PROBLEM STATEMENT: From the line containing "What do you see at coordinates (393, 378)" through the last line below, copy every line exactly, leaving out the pictures.

Collected data entries
============================================================

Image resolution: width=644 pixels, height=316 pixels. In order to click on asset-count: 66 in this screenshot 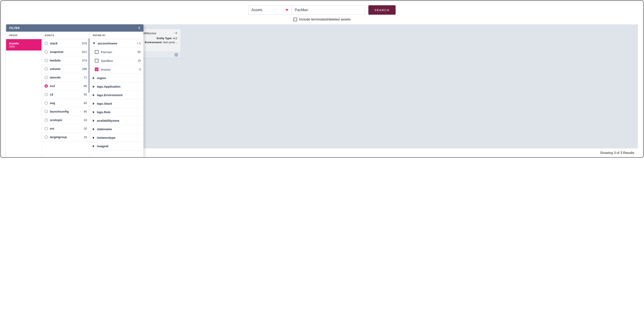, I will do `click(86, 86)`.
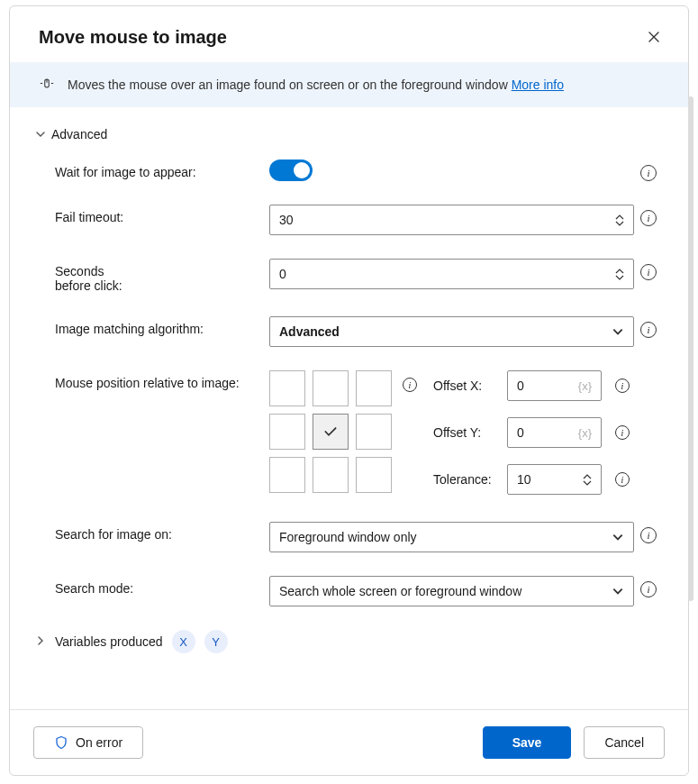  What do you see at coordinates (88, 743) in the screenshot?
I see `on-error-button: On error` at bounding box center [88, 743].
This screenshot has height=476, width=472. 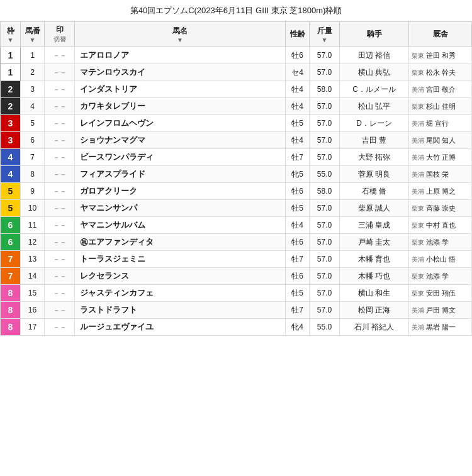 What do you see at coordinates (33, 73) in the screenshot?
I see `cell-bango: 2` at bounding box center [33, 73].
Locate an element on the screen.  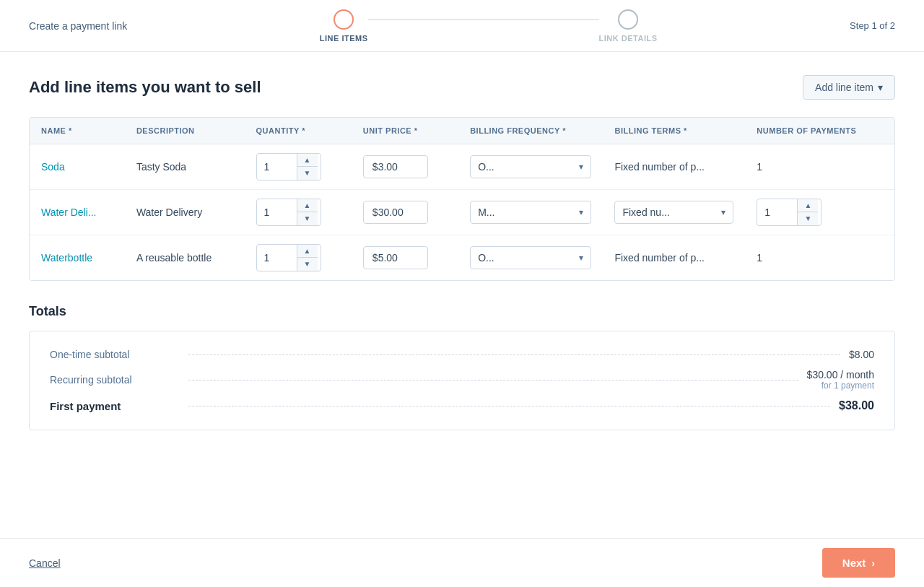
item-description: A reusable bottle is located at coordinates (185, 258).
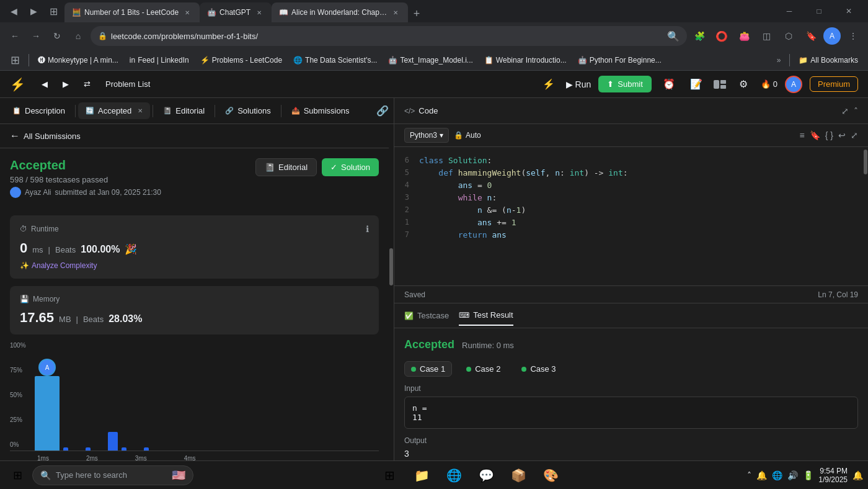 Image resolution: width=868 pixels, height=489 pixels. Describe the element at coordinates (15, 60) in the screenshot. I see `apps-btn: ⊞` at that location.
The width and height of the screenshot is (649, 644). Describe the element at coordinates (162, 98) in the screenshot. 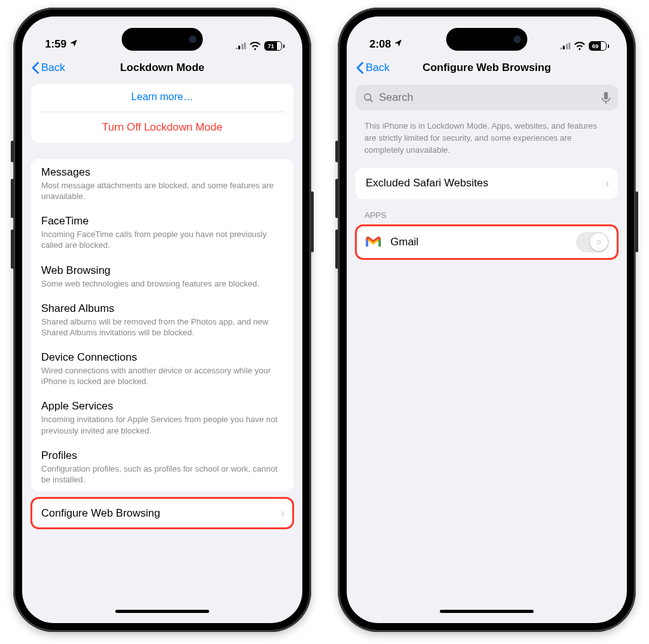

I see `learn-more-link: Learn more…` at that location.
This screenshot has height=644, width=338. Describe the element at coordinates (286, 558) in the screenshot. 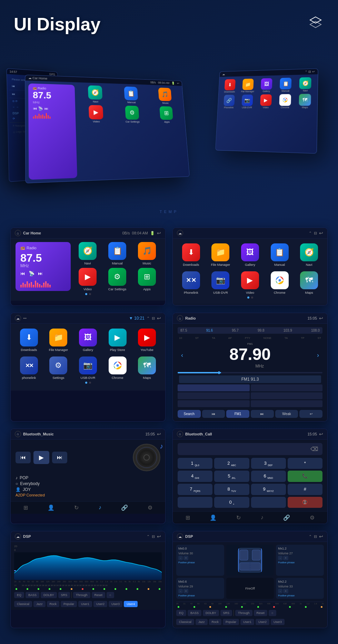

I see `dsp-ch2-plus: +` at that location.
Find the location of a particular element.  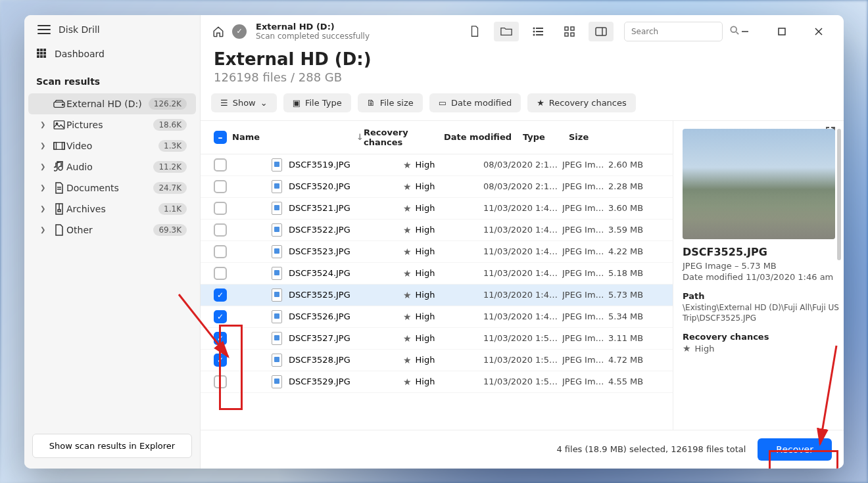

table-row: DSCF3521.JPG★High11/03/2020 1:43…JPEG Im… is located at coordinates (437, 209).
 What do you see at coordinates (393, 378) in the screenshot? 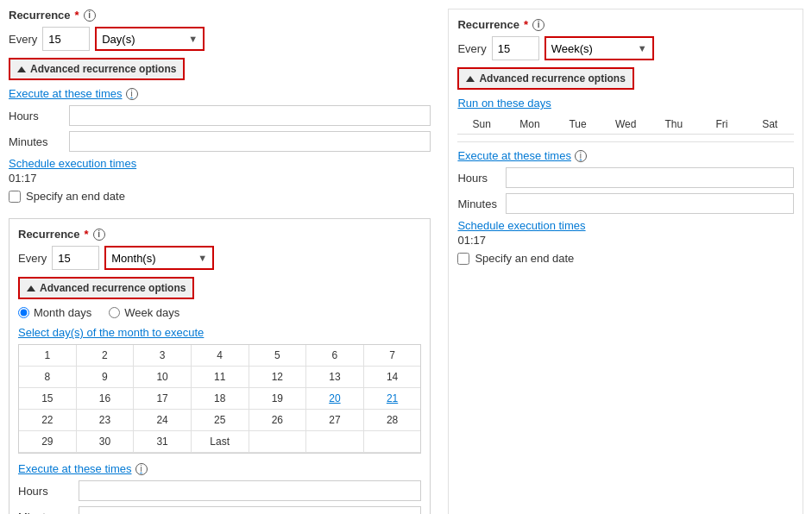
I see `calendar-cell: 14` at bounding box center [393, 378].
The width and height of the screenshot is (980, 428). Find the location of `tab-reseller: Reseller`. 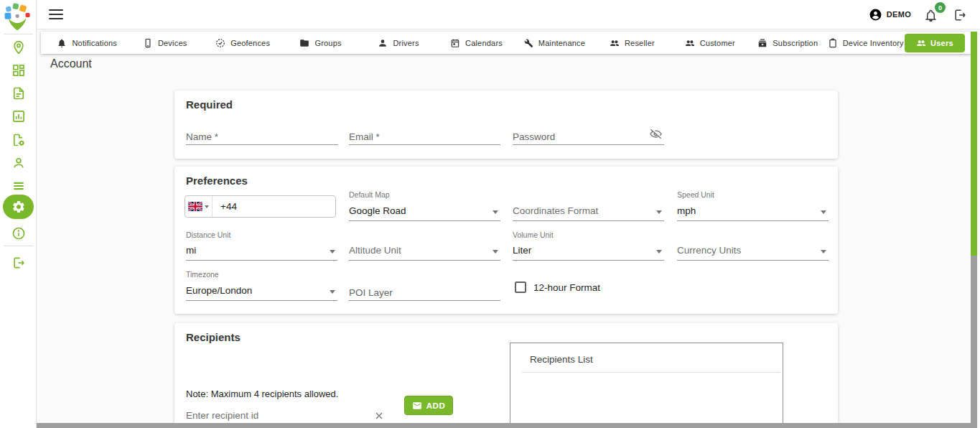

tab-reseller: Reseller is located at coordinates (632, 43).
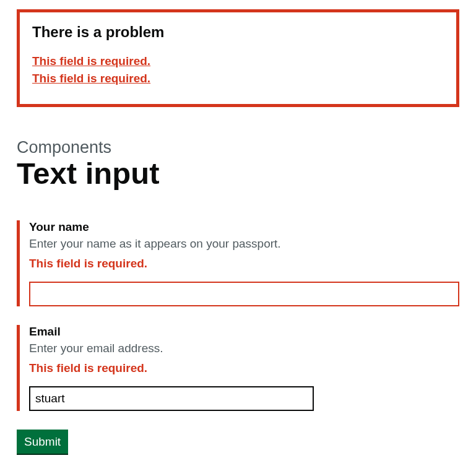  What do you see at coordinates (244, 348) in the screenshot?
I see `email-hint: Enter your email address.` at bounding box center [244, 348].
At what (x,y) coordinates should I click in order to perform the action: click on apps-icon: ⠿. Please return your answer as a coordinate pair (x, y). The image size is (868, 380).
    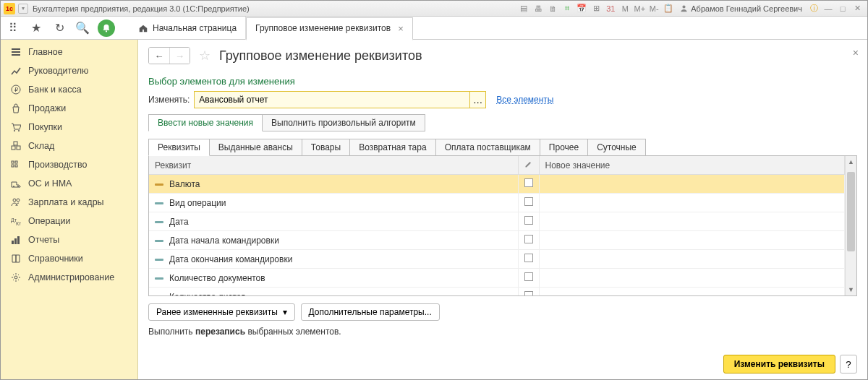
    Looking at the image, I should click on (13, 28).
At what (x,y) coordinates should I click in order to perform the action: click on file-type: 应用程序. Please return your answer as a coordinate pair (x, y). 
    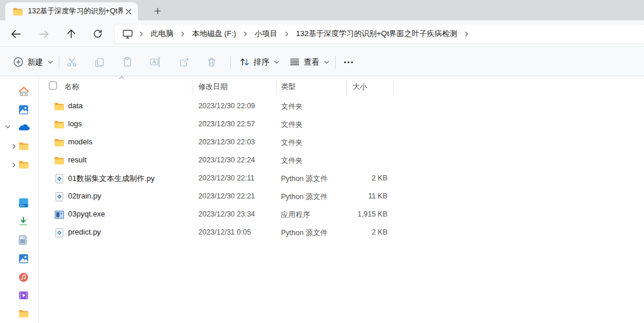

============================================================

WRITTEN ANSWER:
 What do you see at coordinates (393, 378) in the screenshot? 
I see `calendar-cell: 14` at bounding box center [393, 378].
The width and height of the screenshot is (980, 428). Find the location of `tab-reseller: Reseller`. 

tab-reseller: Reseller is located at coordinates (632, 43).
  What do you see at coordinates (244, 348) in the screenshot?
I see `email-hint: Enter your email address.` at bounding box center [244, 348].
At what (x,y) coordinates should I click in order to perform the action: click on apps-icon: ⠿. Please return your answer as a coordinate pair (x, y). The image size is (868, 380).
    Looking at the image, I should click on (13, 28).
At what (x,y) coordinates should I click in order to perform the action: click on file-type: 应用程序. Please return your answer as a coordinate pair (x, y). 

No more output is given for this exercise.